Personal experience, for what I’ve used them for so far, they have been very hit and miss. About 70% usable answers, but so many errors that I call a lot of the answers into question.
I do use them some of the time, I’m not a skeptic, but I do feel they are so error prone that they shouldn’t be sold as finished products.
And, yes, they return links, but if I have to read the summary, then check the links to ensure the summary is correct, I can save time by just reading the links… For the queries where I know roughly what the answer should be, I can use the summaries most of the time, but it is the wildly and obviously wrong answers that then have me going back and double checking the answers I thought were right.
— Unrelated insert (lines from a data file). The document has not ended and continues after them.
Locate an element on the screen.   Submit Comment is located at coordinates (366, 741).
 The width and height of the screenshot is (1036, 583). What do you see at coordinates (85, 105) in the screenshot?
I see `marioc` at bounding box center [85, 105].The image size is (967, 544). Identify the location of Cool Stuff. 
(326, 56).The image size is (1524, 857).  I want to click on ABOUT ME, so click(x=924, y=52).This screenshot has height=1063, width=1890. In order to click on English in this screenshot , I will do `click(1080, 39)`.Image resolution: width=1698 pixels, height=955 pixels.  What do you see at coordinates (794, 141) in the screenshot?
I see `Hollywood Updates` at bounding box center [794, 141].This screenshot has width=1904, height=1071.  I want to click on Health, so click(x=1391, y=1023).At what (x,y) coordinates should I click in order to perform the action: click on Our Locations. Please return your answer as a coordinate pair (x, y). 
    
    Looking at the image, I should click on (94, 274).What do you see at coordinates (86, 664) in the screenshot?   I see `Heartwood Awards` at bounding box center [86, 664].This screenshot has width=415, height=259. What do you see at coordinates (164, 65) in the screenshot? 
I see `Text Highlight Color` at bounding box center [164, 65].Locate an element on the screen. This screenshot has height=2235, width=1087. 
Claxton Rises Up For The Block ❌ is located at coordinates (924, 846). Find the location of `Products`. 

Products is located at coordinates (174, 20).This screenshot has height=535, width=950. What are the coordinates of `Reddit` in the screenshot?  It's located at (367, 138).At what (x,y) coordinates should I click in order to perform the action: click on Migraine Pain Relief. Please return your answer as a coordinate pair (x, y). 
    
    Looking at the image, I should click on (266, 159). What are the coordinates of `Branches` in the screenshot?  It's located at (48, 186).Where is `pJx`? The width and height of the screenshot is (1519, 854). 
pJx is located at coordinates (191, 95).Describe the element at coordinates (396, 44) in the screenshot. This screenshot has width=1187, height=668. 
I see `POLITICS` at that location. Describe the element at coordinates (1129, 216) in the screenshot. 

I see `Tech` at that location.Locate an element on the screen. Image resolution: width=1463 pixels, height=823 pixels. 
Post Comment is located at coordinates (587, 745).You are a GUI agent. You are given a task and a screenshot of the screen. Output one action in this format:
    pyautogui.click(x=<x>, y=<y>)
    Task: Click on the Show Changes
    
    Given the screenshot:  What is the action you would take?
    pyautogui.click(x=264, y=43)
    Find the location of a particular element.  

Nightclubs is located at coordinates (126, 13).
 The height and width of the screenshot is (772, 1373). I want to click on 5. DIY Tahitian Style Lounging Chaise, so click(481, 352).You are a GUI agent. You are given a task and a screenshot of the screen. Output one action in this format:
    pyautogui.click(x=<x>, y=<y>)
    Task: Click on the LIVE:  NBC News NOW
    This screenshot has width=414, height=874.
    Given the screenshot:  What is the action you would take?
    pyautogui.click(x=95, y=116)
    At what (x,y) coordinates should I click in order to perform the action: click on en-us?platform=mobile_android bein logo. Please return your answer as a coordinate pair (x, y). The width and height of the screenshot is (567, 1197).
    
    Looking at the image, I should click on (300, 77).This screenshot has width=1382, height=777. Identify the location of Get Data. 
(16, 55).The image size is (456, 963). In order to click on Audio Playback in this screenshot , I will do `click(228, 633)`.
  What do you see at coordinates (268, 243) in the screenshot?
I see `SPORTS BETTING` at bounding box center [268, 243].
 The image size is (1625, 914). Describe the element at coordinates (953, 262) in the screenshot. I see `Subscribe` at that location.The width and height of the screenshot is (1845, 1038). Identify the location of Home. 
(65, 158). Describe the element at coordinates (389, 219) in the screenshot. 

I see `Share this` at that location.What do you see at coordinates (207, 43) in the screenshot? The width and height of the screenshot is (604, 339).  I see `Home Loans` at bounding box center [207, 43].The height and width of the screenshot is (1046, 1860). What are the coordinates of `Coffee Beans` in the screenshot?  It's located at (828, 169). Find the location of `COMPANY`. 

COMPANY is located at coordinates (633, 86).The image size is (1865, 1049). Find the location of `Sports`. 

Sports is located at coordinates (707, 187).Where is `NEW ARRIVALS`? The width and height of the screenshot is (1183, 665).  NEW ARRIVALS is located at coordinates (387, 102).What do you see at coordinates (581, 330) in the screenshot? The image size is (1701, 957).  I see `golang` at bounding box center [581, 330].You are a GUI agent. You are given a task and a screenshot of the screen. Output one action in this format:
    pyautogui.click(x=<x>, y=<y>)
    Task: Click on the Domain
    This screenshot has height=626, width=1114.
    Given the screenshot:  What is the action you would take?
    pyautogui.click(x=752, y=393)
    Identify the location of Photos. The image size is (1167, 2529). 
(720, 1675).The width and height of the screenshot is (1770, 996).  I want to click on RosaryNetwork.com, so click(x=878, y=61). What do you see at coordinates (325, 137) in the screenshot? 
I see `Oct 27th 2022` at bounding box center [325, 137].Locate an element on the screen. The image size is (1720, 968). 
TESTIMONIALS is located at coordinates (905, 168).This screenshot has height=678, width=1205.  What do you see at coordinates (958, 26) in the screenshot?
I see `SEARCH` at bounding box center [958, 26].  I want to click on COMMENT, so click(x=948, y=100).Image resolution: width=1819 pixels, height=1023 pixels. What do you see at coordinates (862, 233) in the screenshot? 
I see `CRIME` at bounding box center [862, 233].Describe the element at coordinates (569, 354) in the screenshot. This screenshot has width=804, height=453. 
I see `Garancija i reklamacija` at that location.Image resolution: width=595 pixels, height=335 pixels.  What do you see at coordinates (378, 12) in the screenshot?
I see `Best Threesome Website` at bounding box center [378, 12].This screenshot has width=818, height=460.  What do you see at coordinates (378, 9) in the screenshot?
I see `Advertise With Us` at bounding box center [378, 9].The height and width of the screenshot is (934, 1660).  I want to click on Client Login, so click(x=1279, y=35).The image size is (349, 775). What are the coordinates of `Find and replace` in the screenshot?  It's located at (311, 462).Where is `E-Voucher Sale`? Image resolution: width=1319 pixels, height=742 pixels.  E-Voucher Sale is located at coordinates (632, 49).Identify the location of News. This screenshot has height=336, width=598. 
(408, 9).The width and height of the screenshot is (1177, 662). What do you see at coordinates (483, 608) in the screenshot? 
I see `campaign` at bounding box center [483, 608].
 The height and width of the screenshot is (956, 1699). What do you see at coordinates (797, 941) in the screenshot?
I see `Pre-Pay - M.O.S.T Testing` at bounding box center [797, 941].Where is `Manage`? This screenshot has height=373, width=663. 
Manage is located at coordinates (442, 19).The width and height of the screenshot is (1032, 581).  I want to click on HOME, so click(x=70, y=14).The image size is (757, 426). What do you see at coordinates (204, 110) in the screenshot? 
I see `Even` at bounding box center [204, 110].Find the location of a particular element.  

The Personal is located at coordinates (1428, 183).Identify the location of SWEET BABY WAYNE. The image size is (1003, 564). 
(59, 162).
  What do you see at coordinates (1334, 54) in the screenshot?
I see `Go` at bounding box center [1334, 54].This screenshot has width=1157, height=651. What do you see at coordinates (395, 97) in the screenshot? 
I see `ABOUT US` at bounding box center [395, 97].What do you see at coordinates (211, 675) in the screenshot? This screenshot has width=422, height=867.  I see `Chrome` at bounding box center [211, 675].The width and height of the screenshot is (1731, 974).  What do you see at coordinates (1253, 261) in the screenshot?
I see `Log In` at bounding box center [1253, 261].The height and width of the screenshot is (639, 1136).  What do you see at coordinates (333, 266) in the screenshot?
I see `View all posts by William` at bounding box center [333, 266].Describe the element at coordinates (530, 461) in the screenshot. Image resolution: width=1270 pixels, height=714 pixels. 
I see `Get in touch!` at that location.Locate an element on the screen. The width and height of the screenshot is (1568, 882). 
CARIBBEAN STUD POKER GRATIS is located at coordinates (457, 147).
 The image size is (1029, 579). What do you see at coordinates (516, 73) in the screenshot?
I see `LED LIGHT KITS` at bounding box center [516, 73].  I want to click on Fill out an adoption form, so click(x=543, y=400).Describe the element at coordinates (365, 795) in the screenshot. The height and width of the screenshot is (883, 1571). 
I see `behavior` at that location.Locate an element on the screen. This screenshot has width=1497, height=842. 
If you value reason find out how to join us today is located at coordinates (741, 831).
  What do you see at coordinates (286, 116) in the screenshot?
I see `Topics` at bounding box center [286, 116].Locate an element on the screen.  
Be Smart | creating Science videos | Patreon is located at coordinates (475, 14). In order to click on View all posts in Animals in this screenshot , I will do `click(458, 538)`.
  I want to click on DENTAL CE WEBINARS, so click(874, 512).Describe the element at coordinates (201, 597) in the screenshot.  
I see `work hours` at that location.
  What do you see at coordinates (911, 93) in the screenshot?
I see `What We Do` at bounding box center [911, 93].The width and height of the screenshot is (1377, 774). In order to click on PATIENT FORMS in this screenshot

In other words, anecdotes. You didn’t answer my question: how do you reconcile your personal experience against the experience of our esteemed MBW panelists?
Maybe you’re asking the wrong questions. Or maybe you’re asking them in the wrong way. Did you ask anyone experienced to see if this lookup operation would be a good thing to use with AIs? Did you ask the AIs themselves?
The Wolfram Notebook Assistant punctures your conjecture. It’s definitely a finished product. Based on discussions here, Leo has signed up for a year using Mathematica and the Wolfram Notebook Assistant. To risk repeating myself, why do you think our panelists would be recommending AIs if they themselved didn’t think AIs were productive tools for them – and for the audience?
Fine. For this discussion I’ll stipulate that you did your due diligence, found an appropriate AI, and learned how to prompt your requests in a way that [should] produce results. What should we learn from your anecdote? Why would a skeptic extrapolate from your one example to ALL applications of AIs? All [a skeptic] needs to show that AIs are revolutionary is ONE example. Alex is deeply immersed interacting with 2 different AIs; he definitely thinks they’re revolutionary.
I went through Wolfram U’s one-week course What Is ChatGPT Doing … and Why Does It Work? One of the more interesting things in the course was the things that LLMs do poorly: computationally irreducible problems like cellular automatons (something Stephen has studied extensively), factoring large composite numbers, etc. There’s a lot of ignorance about LLMs; Wolfram Research is doing an excellent job educating anyone curious about this world-changing tech. Stephen also has this available as a book – with a free version on his website. I’m glad he and his company are on the case; I highly recommend his teachings on this topic.
He doesn’t need to reconcile his personal experience with anyone else. Because it’s his personal experience. No validation is necessary because - whatever others may have experienced, this was his experience. How about letting him have his point of view, especially as he’s not trying to invalidate anyone else’s perspective.